Mr Blair's understanding of the concept of a conflict of interest is, in its moral smallness, shockingly like the arrogance of Conservative ministers over the years. Of course it is better that the Labour party discloses the names of people and organisations that give more than pounds 5,000 up to 21 months after the event than not at all, which was the Conservative position. But none of what we know now was disclosed under these rules. It has been forced out of the participants in the same way that it might have been forced out of the previous government. And being forced to hand the money back after the decision does not testify to moral probity.

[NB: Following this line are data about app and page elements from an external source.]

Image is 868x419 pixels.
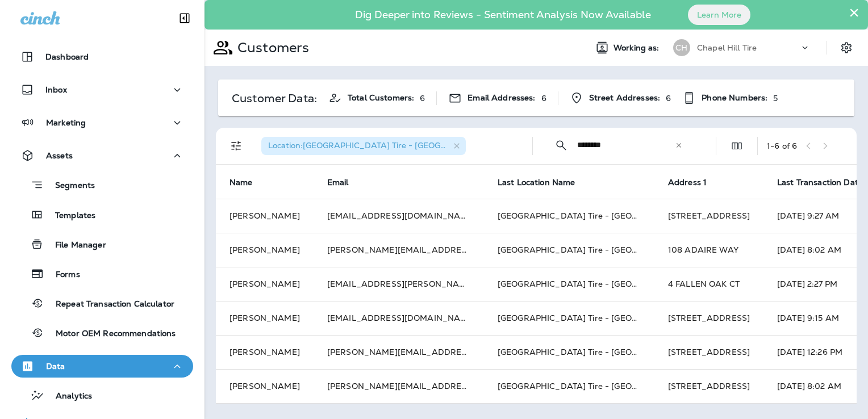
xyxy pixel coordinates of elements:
p: Chapel Hill Tire [697,43,757,52]
span: Email Addresses: [468,93,535,103]
button: Templates [11,202,193,227]
span: Address 1 [668,178,707,188]
p: Analytics [44,392,92,402]
span: Last Location Name [498,178,576,188]
div: Location:[GEOGRAPHIC_DATA] Tire - [GEOGRAPHIC_DATA] [262,137,466,155]
button: Filters [225,135,248,158]
span: Total Customers: [347,93,415,103]
td: [EMAIL_ADDRESS][PERSON_NAME][PERSON_NAME][DOMAIN_NAME] [314,267,484,301]
span: Last Transaction Date [777,178,863,188]
td: [PERSON_NAME][EMAIL_ADDRESS][DOMAIN_NAME] [314,233,484,267]
div: CH [673,39,690,56]
button: Assets [11,144,193,167]
td: [PERSON_NAME] [216,233,314,267]
span: [GEOGRAPHIC_DATA] Tire - [GEOGRAPHIC_DATA] [498,347,700,357]
span: [GEOGRAPHIC_DATA] Tire - [GEOGRAPHIC_DATA] [498,313,700,323]
p: Motor OEM Recommendations [44,328,176,340]
td: [PERSON_NAME] [216,199,314,233]
button: Motor OEM Recommendations [11,321,193,345]
td: [STREET_ADDRESS] [655,369,764,403]
span: Phone Numbers: [702,93,767,103]
span: Name [229,178,253,188]
td: [PERSON_NAME] [216,267,314,301]
p: 6 [541,94,547,103]
span: Address 1 [668,177,722,188]
button: Collapse Sidebar [169,7,201,29]
p: 6 [666,94,671,103]
span: Street Addresses: [589,93,660,103]
td: [PERSON_NAME] [216,369,314,403]
button: Settings [836,38,857,58]
button: Edit Fields [726,135,749,158]
button: Collapse Search [550,134,573,157]
td: [PERSON_NAME] [216,335,314,369]
p: 6 [420,94,425,103]
button: Learn More [688,5,751,25]
p: Marketing [46,118,86,127]
p: Customers [233,39,309,56]
p: 5 [773,94,778,103]
button: File Manager [11,232,193,256]
button: Marketing [11,111,193,134]
span: Location : [GEOGRAPHIC_DATA] Tire - [GEOGRAPHIC_DATA] [268,140,502,150]
td: [PERSON_NAME] [216,301,314,335]
p: Assets [46,151,72,160]
p: Forms [44,270,80,280]
p: File Manager [44,240,106,251]
p: Templates [44,211,95,221]
p: Data [46,362,65,371]
span: Email [327,177,364,188]
span: Last Location Name [498,177,590,188]
button: Inbox [11,78,193,101]
td: 108 ADAIRE WAY [655,233,764,267]
span: Working as: [614,43,662,53]
td: [EMAIL_ADDRESS][DOMAIN_NAME] [314,301,484,335]
button: Close [849,3,860,21]
td: [PERSON_NAME][EMAIL_ADDRESS][PERSON_NAME][DOMAIN_NAME] [314,335,484,369]
p: Customer Data: [232,94,317,103]
button: Data [11,355,193,377]
td: 4 FALLEN OAK CT [655,267,764,301]
span: [GEOGRAPHIC_DATA] Tire - [GEOGRAPHIC_DATA] [498,279,700,289]
td: [STREET_ADDRESS] [655,301,764,335]
span: [GEOGRAPHIC_DATA] Tire - [GEOGRAPHIC_DATA] [498,381,700,392]
button: Forms [11,262,193,286]
div: 1 - 6 of 6 [767,141,798,150]
td: [STREET_ADDRESS] [655,199,764,233]
button: Segments [11,173,193,197]
p: Repeat Transaction Calculator [44,299,174,310]
p: Segments [44,180,95,192]
button: Repeat Transaction Calculator [11,292,193,315]
p: Inbox [46,85,67,95]
td: [EMAIL_ADDRESS][DOMAIN_NAME] [314,199,484,233]
p: Dashboard [46,52,89,61]
span: [GEOGRAPHIC_DATA] Tire - [GEOGRAPHIC_DATA] [498,245,700,255]
button: Dashboard [11,46,193,68]
td: [STREET_ADDRESS] [655,335,764,369]
button: Analytics [11,383,193,407]
p: Dig Deeper into Reviews - Sentiment Analysis Now Available [322,13,684,17]
span: [GEOGRAPHIC_DATA] Tire - [GEOGRAPHIC_DATA] [498,211,700,221]
td: [PERSON_NAME][EMAIL_ADDRESS][DOMAIN_NAME] [314,369,484,403]
span: Email [327,178,349,188]
span: Name [229,177,268,188]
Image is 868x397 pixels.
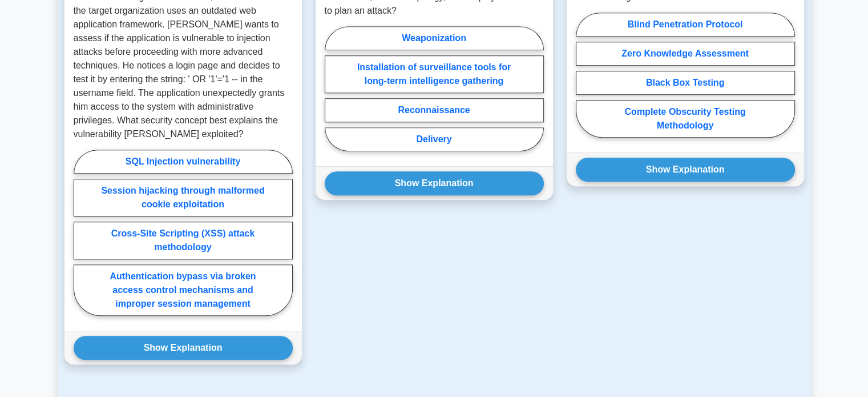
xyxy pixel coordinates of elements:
[576,158,796,182] button: Show Explanation
[576,13,796,36] label: Blind Penetration Protocol
[74,221,293,259] label: Cross-Site Scripting (XSS) attack methodology
[576,71,796,95] label: Black Box Testing
[74,150,293,174] label: SQL Injection vulnerability
[74,265,293,316] label: Authentication bypass via broken access control mechanisms and improper session management
[576,42,796,65] label: Zero Knowledge Assessment
[325,26,544,50] label: Weaponization
[325,172,544,195] button: Show Explanation
[325,98,544,122] label: Reconnaissance
[74,179,293,217] label: Session hijacking through malformed cookie exploitation
[325,55,544,93] label: Installation of surveillance tools for long-term intelligence gathering
[74,336,293,360] button: Show Explanation
[576,100,796,138] label: Complete Obscurity Testing Methodology
[325,128,544,151] label: Delivery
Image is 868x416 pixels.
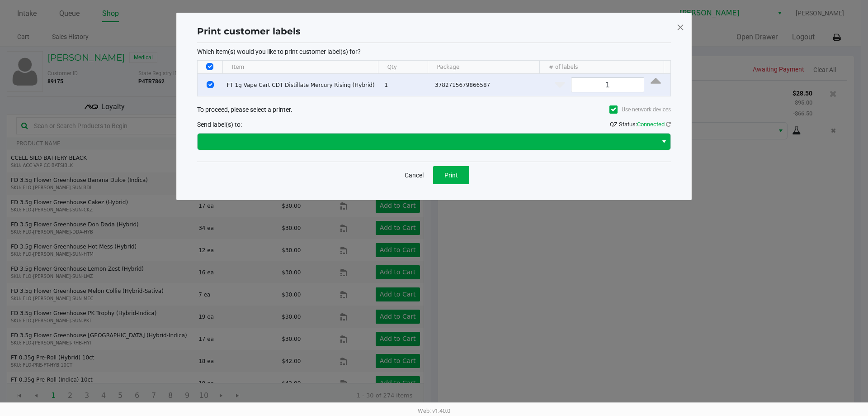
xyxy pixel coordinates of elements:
[418,407,451,414] span: Web: v1.40.0
[610,121,671,128] span: QZ Status:
[431,74,544,96] td: 3782715679866587
[637,121,665,128] span: Connected
[428,61,540,74] th: Package
[197,24,301,38] h1: Print customer labels
[197,106,292,113] span: To proceed, please select a printer.
[433,166,469,184] button: Print
[609,105,671,113] label: Use network devices
[207,81,214,88] input: Select Row
[198,61,671,96] div: Data table
[540,61,664,74] th: # of labels
[445,171,458,179] span: Print
[206,63,213,70] input: Select All Rows
[197,47,671,56] p: Which item(s) would you like to print customer label(s) for?
[658,134,671,150] button: Select
[223,61,378,74] th: Item
[380,74,431,96] td: 1
[197,121,242,128] span: Send label(s) to:
[399,166,430,184] button: Cancel
[223,74,381,96] td: FT 1g Vape Cart CDT Distillate Mercury Rising (Hybrid)
[378,61,428,74] th: Qty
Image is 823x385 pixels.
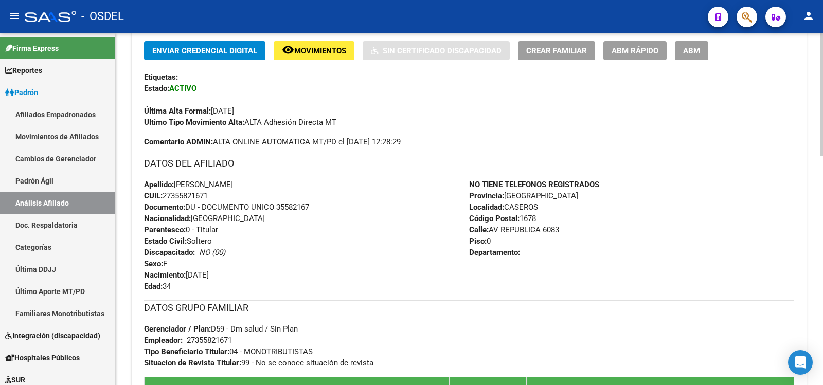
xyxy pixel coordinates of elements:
strong: Estado: [144,84,169,93]
span: [DATE] [144,106,234,116]
span: Hospitales Públicos [5,352,80,364]
span: Movimientos [294,46,346,56]
strong: Empleador: [144,336,183,345]
strong: NO TIENE TELEFONOS REGISTRADOS [469,180,599,189]
span: ABM [683,46,700,56]
strong: Piso: [469,237,487,246]
span: Sin Certificado Discapacidad [383,46,502,56]
span: [GEOGRAPHIC_DATA] [469,191,578,201]
span: 1678 [469,214,536,223]
button: Movimientos [274,41,354,60]
strong: Código Postal: [469,214,520,223]
strong: ACTIVO [169,84,196,93]
span: Integración (discapacidad) [5,330,100,342]
mat-icon: remove_red_eye [282,44,294,56]
div: 27355821671 [187,335,232,346]
span: Crear Familiar [526,46,587,56]
strong: Situacion de Revista Titular: [144,359,241,368]
strong: CUIL: [144,191,163,201]
span: ABM Rápido [612,46,658,56]
strong: Sexo: [144,259,163,269]
span: Soltero [144,237,212,246]
strong: Provincia: [469,191,504,201]
span: CASEROS [469,203,538,212]
span: 0 - Titular [144,225,218,235]
span: 04 - MONOTRIBUTISTAS [144,347,313,356]
i: NO (00) [199,248,225,257]
span: Firma Express [5,43,59,54]
span: 34 [144,282,171,291]
strong: Documento: [144,203,185,212]
strong: Localidad: [469,203,504,212]
strong: Gerenciador / Plan: [144,325,211,334]
strong: Departamento: [469,248,520,257]
span: [DATE] [144,271,209,280]
span: 99 - No se conoce situación de revista [144,359,373,368]
span: ALTA ONLINE AUTOMATICA MT/PD el [DATE] 12:28:29 [144,136,401,148]
button: Crear Familiar [518,41,595,60]
h3: DATOS GRUPO FAMILIAR [144,301,794,315]
span: Reportes [5,65,42,76]
span: [GEOGRAPHIC_DATA] [144,214,265,223]
span: Padrón [5,87,38,98]
span: [PERSON_NAME] [144,180,233,189]
mat-icon: menu [8,10,21,22]
span: D59 - Dm salud / Sin Plan [144,325,298,334]
button: ABM Rápido [603,41,667,60]
span: - OSDEL [81,5,124,28]
strong: Tipo Beneficiario Titular: [144,347,229,356]
strong: Calle: [469,225,489,235]
span: F [144,259,167,269]
span: DU - DOCUMENTO UNICO 35582167 [144,203,309,212]
strong: Edad: [144,282,163,291]
button: Sin Certificado Discapacidad [363,41,510,60]
strong: Parentesco: [144,225,186,235]
strong: Nacionalidad: [144,214,191,223]
button: ABM [675,41,708,60]
span: 0 [469,237,491,246]
strong: Apellido: [144,180,174,189]
span: 27355821671 [144,191,208,201]
strong: Etiquetas: [144,73,178,82]
strong: Discapacitado: [144,248,195,257]
span: Enviar Credencial Digital [152,46,257,56]
strong: Última Alta Formal: [144,106,211,116]
button: Enviar Credencial Digital [144,41,265,60]
div: Open Intercom Messenger [788,350,813,375]
strong: Estado Civil: [144,237,187,246]
span: ALTA Adhesión Directa MT [144,118,336,127]
strong: Ultimo Tipo Movimiento Alta: [144,118,244,127]
span: AV REPUBLICA 6083 [469,225,559,235]
strong: Nacimiento: [144,271,186,280]
mat-icon: person [802,10,815,22]
h3: DATOS DEL AFILIADO [144,156,794,171]
strong: Comentario ADMIN: [144,137,213,147]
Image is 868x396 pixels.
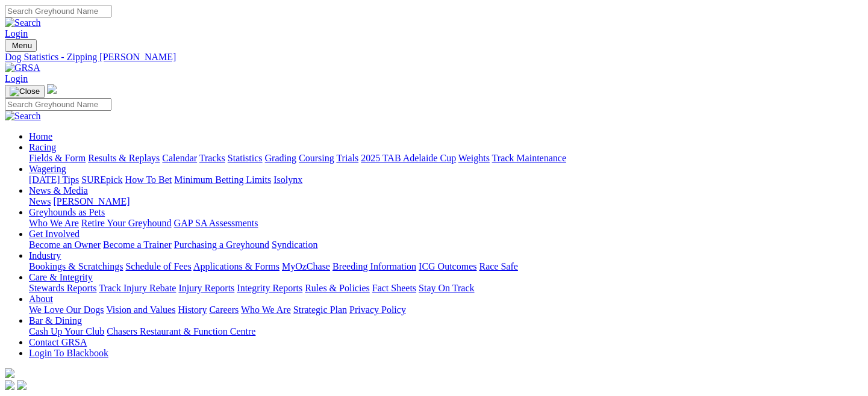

No one doubts that Mr Blair thought he was making a decision in the national interest. His public apology even had a kind of chorus yesterday, in the form of Tony Banks, the sports minister, who spoke of "naivety" and the unthinkability of prime ministerial corruption: "The man's so squeaky clean it's awesome."

But what would Mr Blair have done differently, if he had been given the chance? He did not say. In his interview, his plea was that of the transgressor through the ages. Trust me. I know it looks bad, but I am not like those other men. "I hope that people know me well enough and realise the type of person I am, to realise I would never do anything to harm the country or anything improper. I never have."

This is the kind of plea that loses its currency over time, as each successive layer of innocence is stripped away, and the love affair loses its magic.